Impermanence
You can try to hold it
stand in the rain all day
hands cupped, head up, mouth open
you can even see
sun standing in that rain
and the drops will hit your face
arms and slide down
til they fall to the ground
The rain in your mouth sinks in.
You taste before you can
swallow. It sinks into
your tongue, becomes
part of you or part
of waters your body can make.
stand in the rain all day
hands cupped, head up, mouth open
you can even see
sun standing in that rain
and the drops will hit your face
arms and slide down
til they fall to the ground
The rain in your mouth sinks in.
You taste before you can
swallow. It sinks into
your tongue, becomes
part of you or part
of waters your body can make.
My favorite line here is:
ReplyDeletehands cupped, head up, mouth open
I didn't like the last line. I like the idea of it, but it doesn't move me like the rest of the poem. Maybe that's OK though, since I get the impermanence of the feeling I had in earlier lines at a different level.

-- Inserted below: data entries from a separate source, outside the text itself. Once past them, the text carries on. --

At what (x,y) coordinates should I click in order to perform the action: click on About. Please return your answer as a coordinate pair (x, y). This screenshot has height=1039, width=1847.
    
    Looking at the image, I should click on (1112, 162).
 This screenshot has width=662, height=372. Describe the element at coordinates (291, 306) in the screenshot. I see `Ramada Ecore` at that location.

This reminded me of something else too.... When I was at O.U. in Tom O'Grady's astronomy class, we looked at some globular clusters in a telescope one night and he commented that most of the sunlight that enters your eyes is reflected back out, but that there is something peculiar about the nature of that distant starlight. He said something like "the light of thousands of stars has entered your brain now and will never leave".